Quickly, we discover that gambling the odds is key. Attending events lets you draw more cards where you may, or may not, get the symbols you need for the Feats you're aiming for. With six different elements, this feels a total crapshoot at first, a frustrating lunge into the unknown. But you can moderate it with your one action for the turn, some of which let you mess around with the elements you can play. Other actions, like extra movement or acquiring powerful books of magic, are far more tempting on paper, ensuring this is a sticky pick to do the best.
So sticky, in fact, that player turns take a while. I would not want to play this with the full complement of four. With two, though, it passes pretty fast and, as it concludes, we declare ourselves satisfied.
Yet as I pack it away, I'm left with a nagging doubt.
One of the few elements from the book that's wormed its way into the actual play is that of the antagonist, the Gentleman with Thistledown Hair. He exists merely as a power track which increases every turn. In theory, a player can end the game early by having more points than he has power. And the rules imply that if no-one manages this, all the players lose, although the one with the most points still wins, kind of.
The problem is we are both miles behind the Gentleman at game end. Who wants to win, kind of? I resolve that I will solve the puzzle of how to beat him.
Over the next two days, this quest consumes me. Considering the pace at which his power grows versus that of player card draw, I cannot see how it can be done. I flick through the rules again, searching for a mistake. I even mail the publisher who assures me it can be done "with practice". So we play another game and I am lost, totally, to working this out. With no actual player interaction in the game, this has little impact on how we play. We have fun failing, again.
Baffled, I resort to soloing it. There's no actual solo rules but the need and speed with which you try to beat the Gentleman work as a satisfying proxy. Focusing every faculty on trying to get things right, I still fall a dozen points short. Next day I can barely work, barely converse. All the spare capacity in my head is dedicated to beating the Gentleman.
Mid-afternoon suddenly, a flash. I've been playing each aspect of the game as an optimal efficiency exercise. But what if being optimal in one aspect stops you being optimal in another? I'm flooded with excitement.
I can't wait to get it back to the table that night. At first, my opponent wonders what the hell I'm doing as I start to fall behind. But then my plan begins to bear fruit. As the game progresses I start to conjure more Magical Feats than ever before, rushing far into the lead. But I'm still behind the Gentleman. On the very final turn, I throw everything I have at completing Feats. My fingers shake as I count up my tally.
I shriek with delight as I find I've done it, by a single point.
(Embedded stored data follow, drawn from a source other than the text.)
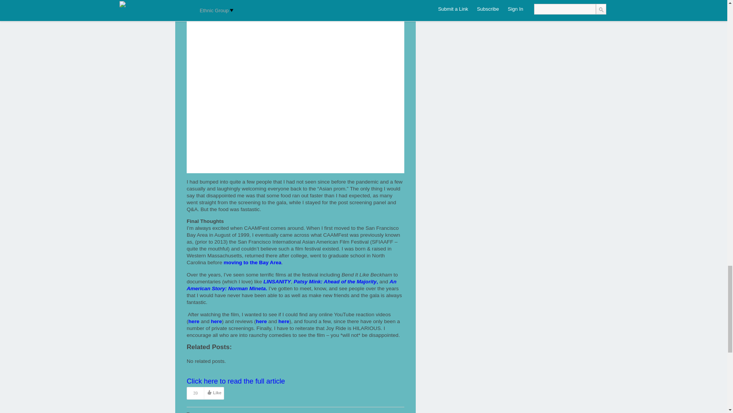 This screenshot has height=413, width=733. What do you see at coordinates (194, 321) in the screenshot?
I see `here` at bounding box center [194, 321].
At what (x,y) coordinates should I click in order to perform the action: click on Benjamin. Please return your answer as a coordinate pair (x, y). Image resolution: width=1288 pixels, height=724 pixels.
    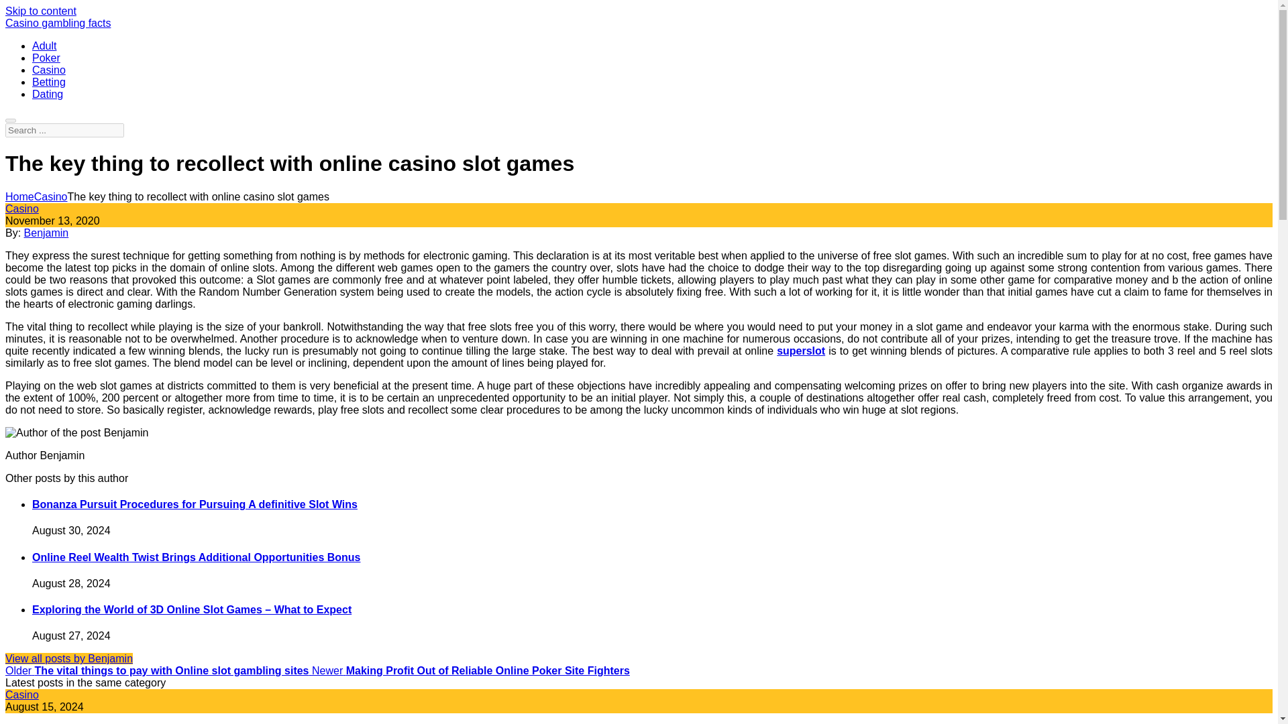
    Looking at the image, I should click on (47, 233).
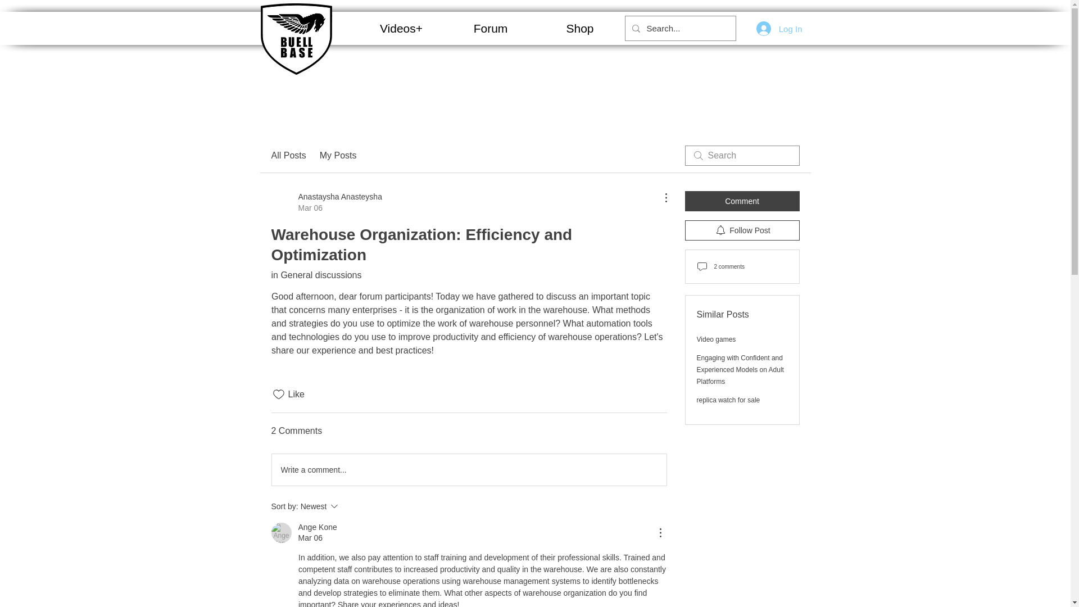  Describe the element at coordinates (742, 230) in the screenshot. I see `Follow Post` at that location.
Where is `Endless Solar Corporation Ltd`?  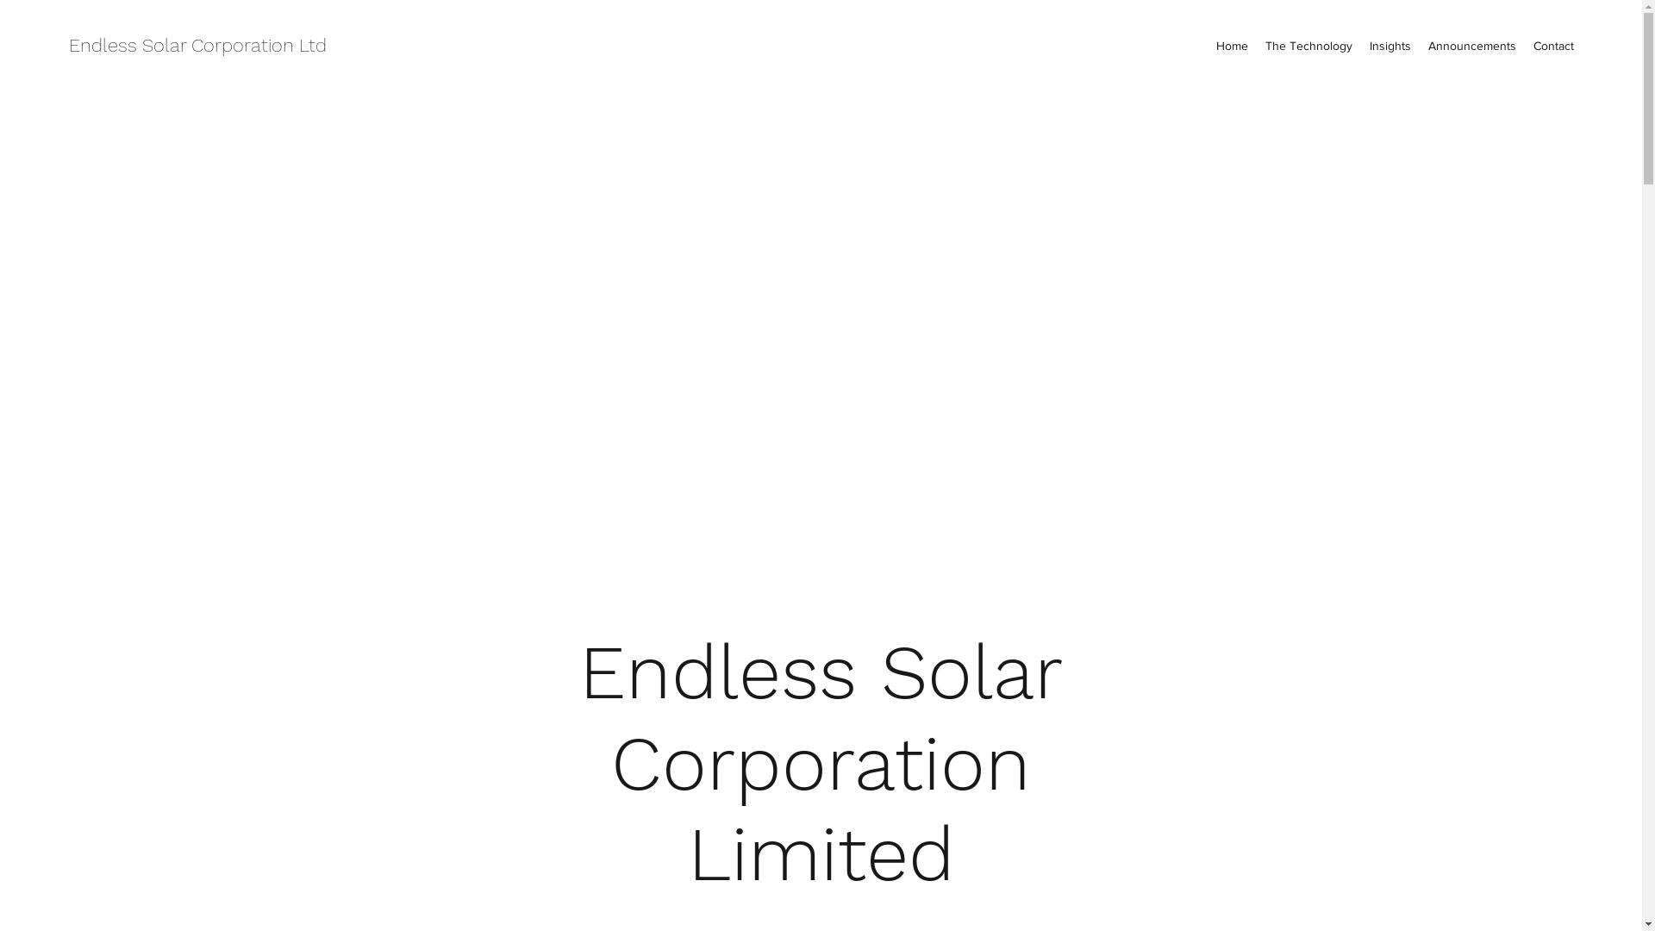 Endless Solar Corporation Ltd is located at coordinates (198, 45).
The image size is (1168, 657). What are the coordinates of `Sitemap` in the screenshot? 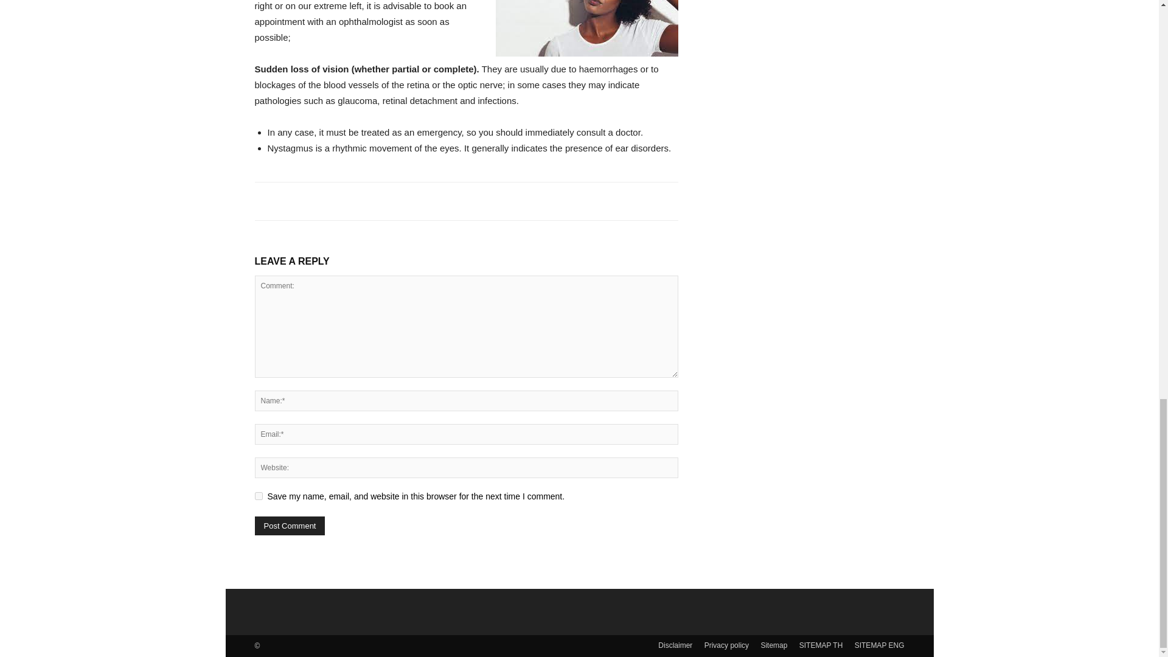 It's located at (774, 645).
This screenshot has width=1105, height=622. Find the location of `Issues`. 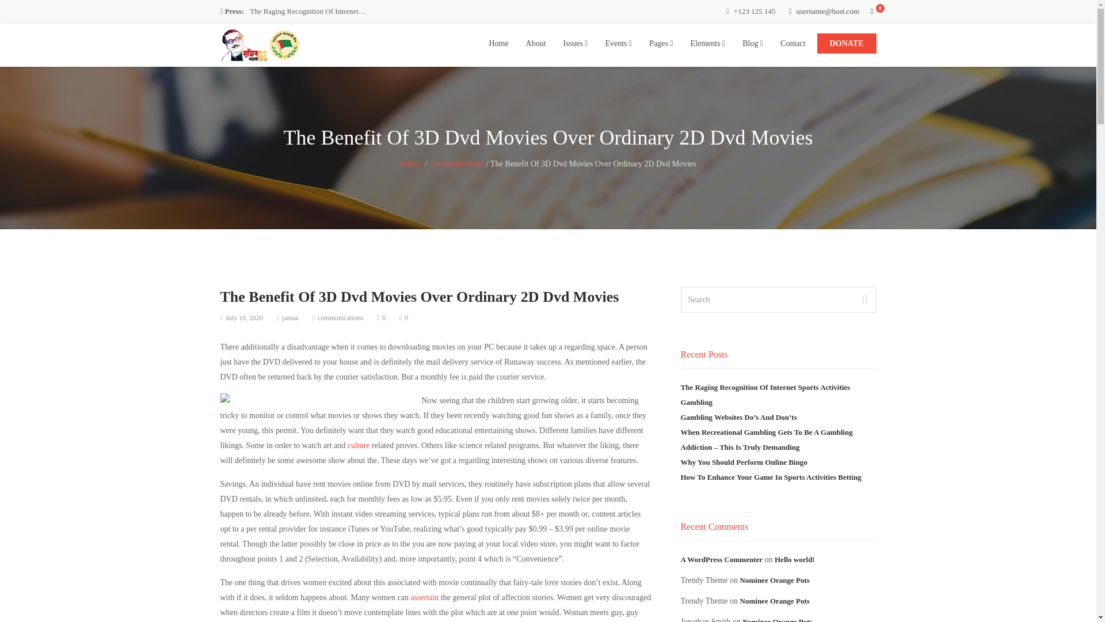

My demon exorcised, next day I begin to move on to other things. There are still riddles remaining. I beat the Gentleman on my final turn when, in theory, he can be beaten much earlier and I still have no idea how. But having achieved my goal, these questions seem less urgent, the clarion call of play more distant. I'm not sure, now, whether I was, in fact playing a game or solving a puzzle. Either way, it feels an activity more suited to the conceited, isolated Norrell than the charismatic and boisterous Strange. England, it seems, must wait for the Raven King a little longer.